Regardless of racist intent -- suspensions don’t work. While Kupchik finds that schools with higher suspension rates also carry lower test scores than those with lower rates, Cummings explains that, like a mirror that never flatters nor demeans, children’s misbehavior is often a mere reflection of what’s been poured into them. 

“Kids can see through bullsh**t,” Cummings said. “They know when you really care about them, it looks like: ‘I’m expecting more from you, you can do this, I believe in you.’ You can go to the most hood or rural school and tell kids that they can be anything, give them opportunities, expose them to stuff, and those kids are successful, it doesn't matter where they come from. Whether it’s charter, public, suburban, it doesn’t matter -- the pipeline is out in the culture. If the kid is getting certain messages, they are going to go out and seek approval in other ways. And sometimes those ways are not always healthy -- they can lead to drugs, alcohol, or doing things that don't align with the best version of themselves. The person who runs a criminal enterprise could be the CEO of a Fortune 500 company. It all depends on the direction they were given.” 

 The Governor's State University professor adds that suspensions only serve to further isolate children while failing to redirect them towards more positive behavior. 
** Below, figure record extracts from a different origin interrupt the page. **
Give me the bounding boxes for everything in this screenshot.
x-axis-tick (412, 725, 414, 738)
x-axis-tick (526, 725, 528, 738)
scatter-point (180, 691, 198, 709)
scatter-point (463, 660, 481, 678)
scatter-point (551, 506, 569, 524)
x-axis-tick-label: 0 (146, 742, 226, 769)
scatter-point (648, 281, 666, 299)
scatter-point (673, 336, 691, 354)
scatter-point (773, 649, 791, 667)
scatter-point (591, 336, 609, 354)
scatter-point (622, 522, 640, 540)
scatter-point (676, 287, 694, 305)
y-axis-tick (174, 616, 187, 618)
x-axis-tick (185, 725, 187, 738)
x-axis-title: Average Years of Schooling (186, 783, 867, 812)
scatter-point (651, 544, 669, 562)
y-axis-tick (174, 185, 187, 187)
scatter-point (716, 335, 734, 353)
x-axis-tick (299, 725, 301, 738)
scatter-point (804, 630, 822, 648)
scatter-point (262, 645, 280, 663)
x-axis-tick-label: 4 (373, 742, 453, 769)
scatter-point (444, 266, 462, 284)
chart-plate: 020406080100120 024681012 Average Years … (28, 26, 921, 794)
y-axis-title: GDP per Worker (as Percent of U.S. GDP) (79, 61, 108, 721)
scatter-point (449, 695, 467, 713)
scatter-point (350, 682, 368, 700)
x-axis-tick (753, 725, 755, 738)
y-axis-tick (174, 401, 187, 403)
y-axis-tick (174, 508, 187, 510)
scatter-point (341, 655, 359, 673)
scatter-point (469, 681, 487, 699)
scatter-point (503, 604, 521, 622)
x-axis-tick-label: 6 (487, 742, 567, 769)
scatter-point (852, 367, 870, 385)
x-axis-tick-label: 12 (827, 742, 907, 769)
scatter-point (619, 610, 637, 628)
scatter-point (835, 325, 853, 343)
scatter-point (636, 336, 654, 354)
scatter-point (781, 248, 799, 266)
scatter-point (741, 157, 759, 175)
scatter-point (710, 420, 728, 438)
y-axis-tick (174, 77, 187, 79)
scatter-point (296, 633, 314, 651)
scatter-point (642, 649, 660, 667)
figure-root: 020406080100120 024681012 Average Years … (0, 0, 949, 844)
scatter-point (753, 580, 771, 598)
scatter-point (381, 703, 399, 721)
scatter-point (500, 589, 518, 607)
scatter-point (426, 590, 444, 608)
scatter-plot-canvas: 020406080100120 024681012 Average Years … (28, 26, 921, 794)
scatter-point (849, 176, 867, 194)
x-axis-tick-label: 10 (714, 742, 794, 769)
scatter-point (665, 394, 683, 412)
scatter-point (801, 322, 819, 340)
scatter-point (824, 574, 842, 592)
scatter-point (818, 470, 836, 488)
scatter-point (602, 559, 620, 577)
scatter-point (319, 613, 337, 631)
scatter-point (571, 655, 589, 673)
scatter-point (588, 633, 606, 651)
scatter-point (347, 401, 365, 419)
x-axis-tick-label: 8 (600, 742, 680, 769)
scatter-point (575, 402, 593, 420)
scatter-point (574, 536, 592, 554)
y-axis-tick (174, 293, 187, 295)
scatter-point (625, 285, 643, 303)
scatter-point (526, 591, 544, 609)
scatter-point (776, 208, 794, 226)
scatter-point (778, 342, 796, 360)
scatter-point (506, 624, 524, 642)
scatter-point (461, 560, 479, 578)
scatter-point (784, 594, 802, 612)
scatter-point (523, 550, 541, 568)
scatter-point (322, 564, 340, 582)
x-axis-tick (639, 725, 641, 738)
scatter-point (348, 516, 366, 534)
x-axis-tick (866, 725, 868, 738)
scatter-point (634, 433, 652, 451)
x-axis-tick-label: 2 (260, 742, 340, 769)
“Suspensions don’t do the work to repair the harm that’s done, it’s just ‘We’re going to send that kid away.’ I’ve had administrators tell me ‘I'm gone have three days of peace with that kid out.’ Instead, we should approach students from a very culturally responsive lens," Cummings told Blavity. "Understanding what's going on in their life, what may have triggered the misbehavior. And then using restorative justice is always a more positive way to go because the kid has to own up to what they did, you allow the person who is being victimized to tell their role in it, you have this opportunity to talk about what they could do differently, to learn to live in the same space together with someone who may feel wronged. When you suspend them, you’re just getting rid of them. These are kids. The roughest and toughest are still kids. When you talk to them, kids will let you know what’s going on with them. When you suspend them, you’re not solving a problem.”